On being prepared ...

Sally Oakes's picture

“Be prepared.” It’s the motto of both the Girl Scouts and the Boy Scouts. I had a friend in my Brownie Troop (back when we wore beanies and brown dresses with orange neckties) who took this to heart. We were at day camp and one sunny day we were to go on a nature hike. She brought her rain coat and galoshes. The leaders tried to explain to her that there wasn’t a cloud in the sky and that we wouldn’t be gone long. She wasn’t hearing it. “But it might rain and we’re supposed to be prepared,” she said.

I try to be prepared. I make sure I have gas in the lawn mowers before I start mowing. I lay out the stuff I’m going to make dinner with and get the busy work done ahead of time. I even scheduled induced labor for my second child so I could have enough recovery time to have to use only one substitute preacher. (The other reason was that we lived 45 minutes from the hospital and I didn’t want to go into labor and have to drive myself.)

However, I’m usually the one caught unprepared. I’ve had to deliver sermons that were less than polished, publish columns that were less than focused, and file taxes with less than enough records. As a student, I had to take exams without enough preparation and as a singer I’ve had to go into a concert still uncertain of a difficult line.

There was one time, however, when providence took over. It was my senior year in seminary and I got sick enough to miss a number of classes one week and to be in the hospital the next week. I moped around for a couple more weeks after that.

Well, I wasn’t so sick as to not be bored in the hospital, so I passed the time marking my Bible with a four-color pen. I was taking a class in parables and I’d outline the parable, make a note like “delay of parousia,” “seed,” or “KoG” (Kingdom of God). I’d also make a note of the parallels in the other gospels and if there was not, I wrote, the circle and slash for “no” as in “no smoking,” and the mathematical symbol for parallel.

The professor in this parables class was from Germany, and gave us an option to take an in-class essay exam or to take a shorter, but more intense oral exam, as he’d been accustomed to giving in Germany.

I have no idea why (later I knew it was providence), but I decided to take the oral exam. We were to take it with a partner and another woman in the class asked me to be her partner and I agreed.

So, we go into the professor’s office the day of the exam and he starts asking us questions, Socratic-style. We fielded them okay.

He’d say, “Look up ...” and then we’d look up the parable and then exegete it on the spot. I actually thought it was kind of fun because in the course of the conversation he asked more and more probing questions and I ended up learning more about a parable than I would have from just thinking about it and spitting it out in an essay.

Then he asks us about a particular parable. “Where do you find ....?”

My partner starts to argue with him, “We don’t have it all memorized ... yadda yadda.”

Fact is, I wasn’t certain, myself, but I remembered “Matthew” so I started flipping pages. I found it and the situation was diffused.

It began with the simple questions, “Where is it located in the context of this particular Gospel?” (delay of parousia) and “Does it have a parallel?” (no).

Well, I’d outlined and noted the parables while I was bored in the hospital, so there it was — color coded and everything!

I had to confess: “Dr. Schmeller, I have to tell you that I used some time in the hospital to outlined these parables and made notes in my Bible. I thought I’d need them when I became a preacher.”

I thought my partner was going to faint. This professor could be affable but could also be stern.

He just shrugged and said, “Well, you were smart enough to have foresight, so I don’t see any problem.”

“Whew!” I hadn’t known that the oral exam would be as it was. It was in the form of anemia and some mono-like virus, but it was one of those times I was prepared.

The parable? Matthew 25:1 - 13, the parable of the 10 bridesmaids (virgins / maidens). Ironic, huh?

A result of our on-the-spot exegesis? The bridegroom could only know those bridesmaids who had made themselves known to him. It can’t be shared because no one can just give a relationship with the bridegroom to another person; s/he has to develop that him — or herself.

How will you prepare, make yourself known before Christ? With unnecessary raincoats, as with my Brownie friend? By trying to control the circumstances, as with my second labor? Instead, store oil in your lamp by studying God’s word, prayer, worship, fasting, and being part of a Christian community. You’ll be surprised at the outcome!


■ Exercise goal
Output only this range of the data below: the line that contains "Screen is [1024, 681]." through the final line, both ends included, each retyped exactly.

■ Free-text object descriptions
□ □ □ □
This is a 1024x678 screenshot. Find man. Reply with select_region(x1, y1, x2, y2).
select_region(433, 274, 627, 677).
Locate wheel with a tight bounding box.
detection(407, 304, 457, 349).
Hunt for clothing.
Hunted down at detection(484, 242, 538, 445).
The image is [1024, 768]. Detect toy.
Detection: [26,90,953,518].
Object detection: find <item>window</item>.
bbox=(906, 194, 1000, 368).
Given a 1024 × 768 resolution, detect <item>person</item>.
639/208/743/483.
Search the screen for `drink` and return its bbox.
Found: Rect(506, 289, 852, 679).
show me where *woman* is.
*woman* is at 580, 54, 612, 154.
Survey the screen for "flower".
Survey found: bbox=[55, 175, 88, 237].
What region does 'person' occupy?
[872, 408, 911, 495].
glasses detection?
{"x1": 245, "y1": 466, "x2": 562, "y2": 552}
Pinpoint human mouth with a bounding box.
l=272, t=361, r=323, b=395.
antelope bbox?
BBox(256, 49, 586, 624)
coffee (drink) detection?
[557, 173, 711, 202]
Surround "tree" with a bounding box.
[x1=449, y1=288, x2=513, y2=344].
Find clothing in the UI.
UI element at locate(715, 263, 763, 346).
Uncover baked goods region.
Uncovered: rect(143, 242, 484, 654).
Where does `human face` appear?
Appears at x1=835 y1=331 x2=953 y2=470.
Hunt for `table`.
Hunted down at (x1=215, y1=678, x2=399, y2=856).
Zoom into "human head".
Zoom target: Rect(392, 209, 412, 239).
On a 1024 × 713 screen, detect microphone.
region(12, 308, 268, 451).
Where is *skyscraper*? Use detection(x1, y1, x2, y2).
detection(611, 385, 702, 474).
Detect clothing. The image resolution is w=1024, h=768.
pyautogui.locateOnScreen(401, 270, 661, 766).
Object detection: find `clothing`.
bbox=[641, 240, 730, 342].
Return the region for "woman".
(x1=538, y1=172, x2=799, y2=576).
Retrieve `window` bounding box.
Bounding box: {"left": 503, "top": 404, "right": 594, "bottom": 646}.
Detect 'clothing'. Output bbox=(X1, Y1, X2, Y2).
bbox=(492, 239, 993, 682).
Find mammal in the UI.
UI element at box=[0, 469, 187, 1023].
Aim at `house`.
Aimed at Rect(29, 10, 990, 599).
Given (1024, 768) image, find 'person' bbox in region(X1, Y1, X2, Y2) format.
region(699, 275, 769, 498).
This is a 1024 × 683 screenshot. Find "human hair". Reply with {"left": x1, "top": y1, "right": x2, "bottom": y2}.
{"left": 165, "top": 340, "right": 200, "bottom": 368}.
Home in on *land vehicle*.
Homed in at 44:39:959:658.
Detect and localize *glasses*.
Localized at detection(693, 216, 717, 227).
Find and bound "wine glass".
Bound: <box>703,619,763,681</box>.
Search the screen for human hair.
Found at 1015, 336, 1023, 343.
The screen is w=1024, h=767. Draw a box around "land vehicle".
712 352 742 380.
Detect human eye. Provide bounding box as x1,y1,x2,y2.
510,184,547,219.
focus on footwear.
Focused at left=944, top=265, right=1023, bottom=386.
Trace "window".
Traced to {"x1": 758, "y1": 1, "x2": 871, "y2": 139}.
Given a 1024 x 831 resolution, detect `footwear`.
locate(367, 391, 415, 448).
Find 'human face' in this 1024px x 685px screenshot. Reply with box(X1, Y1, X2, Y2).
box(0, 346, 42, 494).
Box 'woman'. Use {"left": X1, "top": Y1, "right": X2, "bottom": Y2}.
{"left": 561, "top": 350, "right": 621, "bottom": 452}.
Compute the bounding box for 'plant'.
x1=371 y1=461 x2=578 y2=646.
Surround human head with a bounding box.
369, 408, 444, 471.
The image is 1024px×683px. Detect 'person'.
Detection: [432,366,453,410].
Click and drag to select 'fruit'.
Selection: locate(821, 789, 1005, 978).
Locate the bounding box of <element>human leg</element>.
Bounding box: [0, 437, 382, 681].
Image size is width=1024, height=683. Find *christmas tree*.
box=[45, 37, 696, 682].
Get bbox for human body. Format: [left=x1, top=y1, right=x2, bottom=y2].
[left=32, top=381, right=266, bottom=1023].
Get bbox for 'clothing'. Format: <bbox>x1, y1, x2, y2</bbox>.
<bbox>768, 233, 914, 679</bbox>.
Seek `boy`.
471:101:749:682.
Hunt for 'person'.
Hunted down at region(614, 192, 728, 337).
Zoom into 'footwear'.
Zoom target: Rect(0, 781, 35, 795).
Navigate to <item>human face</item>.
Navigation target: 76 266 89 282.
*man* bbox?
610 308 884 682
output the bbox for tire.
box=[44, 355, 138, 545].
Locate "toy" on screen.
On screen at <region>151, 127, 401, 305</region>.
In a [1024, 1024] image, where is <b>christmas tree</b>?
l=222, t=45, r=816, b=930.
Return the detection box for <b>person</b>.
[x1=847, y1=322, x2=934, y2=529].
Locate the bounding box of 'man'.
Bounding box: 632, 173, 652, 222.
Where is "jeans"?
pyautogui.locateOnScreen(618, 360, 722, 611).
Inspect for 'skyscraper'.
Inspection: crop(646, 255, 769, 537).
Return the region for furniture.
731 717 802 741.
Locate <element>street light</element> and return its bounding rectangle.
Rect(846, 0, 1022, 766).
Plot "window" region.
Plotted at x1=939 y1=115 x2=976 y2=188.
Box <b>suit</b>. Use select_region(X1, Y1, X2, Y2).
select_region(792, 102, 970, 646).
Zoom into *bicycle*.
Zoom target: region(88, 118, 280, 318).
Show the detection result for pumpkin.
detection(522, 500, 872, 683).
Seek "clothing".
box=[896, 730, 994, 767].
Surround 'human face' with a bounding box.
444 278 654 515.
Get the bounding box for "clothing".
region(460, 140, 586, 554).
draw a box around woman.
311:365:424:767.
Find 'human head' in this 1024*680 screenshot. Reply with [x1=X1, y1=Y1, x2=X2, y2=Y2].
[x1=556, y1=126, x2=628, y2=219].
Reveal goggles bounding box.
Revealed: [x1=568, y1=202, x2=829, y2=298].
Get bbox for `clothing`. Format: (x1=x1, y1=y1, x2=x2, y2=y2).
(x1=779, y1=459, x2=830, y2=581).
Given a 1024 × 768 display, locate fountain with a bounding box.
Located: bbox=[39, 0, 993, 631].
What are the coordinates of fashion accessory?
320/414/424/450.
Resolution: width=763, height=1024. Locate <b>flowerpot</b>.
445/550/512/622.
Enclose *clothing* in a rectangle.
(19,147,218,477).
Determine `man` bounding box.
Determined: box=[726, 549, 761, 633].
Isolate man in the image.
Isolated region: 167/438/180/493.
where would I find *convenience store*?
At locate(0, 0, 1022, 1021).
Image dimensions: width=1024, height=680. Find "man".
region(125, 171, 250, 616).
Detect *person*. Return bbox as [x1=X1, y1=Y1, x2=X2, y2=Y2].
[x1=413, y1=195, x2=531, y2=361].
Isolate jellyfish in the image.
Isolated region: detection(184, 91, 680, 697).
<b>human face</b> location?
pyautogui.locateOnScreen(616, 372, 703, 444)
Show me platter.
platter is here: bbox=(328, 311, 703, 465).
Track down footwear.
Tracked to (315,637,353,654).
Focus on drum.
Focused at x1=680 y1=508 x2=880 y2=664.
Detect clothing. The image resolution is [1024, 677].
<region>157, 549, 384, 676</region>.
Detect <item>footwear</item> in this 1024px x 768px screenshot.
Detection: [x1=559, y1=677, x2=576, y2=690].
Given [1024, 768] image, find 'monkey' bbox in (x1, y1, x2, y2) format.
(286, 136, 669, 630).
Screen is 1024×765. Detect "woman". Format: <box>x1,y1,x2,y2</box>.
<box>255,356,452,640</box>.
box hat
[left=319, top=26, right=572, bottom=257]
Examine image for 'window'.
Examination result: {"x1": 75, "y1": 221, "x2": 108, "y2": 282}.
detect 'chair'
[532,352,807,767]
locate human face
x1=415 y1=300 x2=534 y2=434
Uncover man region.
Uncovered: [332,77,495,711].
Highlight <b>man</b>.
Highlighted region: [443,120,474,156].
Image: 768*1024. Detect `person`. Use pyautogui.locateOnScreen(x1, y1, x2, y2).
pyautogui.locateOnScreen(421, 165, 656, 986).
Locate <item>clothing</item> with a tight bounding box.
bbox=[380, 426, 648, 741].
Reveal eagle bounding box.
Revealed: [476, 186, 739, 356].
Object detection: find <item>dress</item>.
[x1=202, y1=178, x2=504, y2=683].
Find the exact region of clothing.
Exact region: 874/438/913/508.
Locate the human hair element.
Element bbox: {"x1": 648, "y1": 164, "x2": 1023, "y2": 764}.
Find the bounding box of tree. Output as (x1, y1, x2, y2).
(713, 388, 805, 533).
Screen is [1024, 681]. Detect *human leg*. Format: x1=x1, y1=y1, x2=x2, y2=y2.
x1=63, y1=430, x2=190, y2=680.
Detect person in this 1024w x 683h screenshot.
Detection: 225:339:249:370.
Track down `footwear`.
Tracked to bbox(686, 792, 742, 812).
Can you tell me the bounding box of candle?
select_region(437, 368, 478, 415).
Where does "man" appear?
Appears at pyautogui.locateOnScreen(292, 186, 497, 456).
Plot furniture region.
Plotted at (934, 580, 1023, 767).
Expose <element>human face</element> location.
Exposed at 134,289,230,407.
□ □ □ □
■ Answer to this exercise
Screen is [1024, 681]. Detect *human leg*. Format: x1=x1, y1=y1, x2=x2, y2=y2.
x1=63, y1=430, x2=190, y2=680.
Detect person in this 1024w x 683h screenshot.
Detection: 225:339:249:370.
Track down `footwear`.
Tracked to bbox(686, 792, 742, 812).
Can you tell me the bounding box of candle?
select_region(437, 368, 478, 415).
Where does "man" appear?
Appears at pyautogui.locateOnScreen(292, 186, 497, 456).
Plot furniture region.
Plotted at (934, 580, 1023, 767).
Expose <element>human face</element> location.
Exposed at 134,289,230,407.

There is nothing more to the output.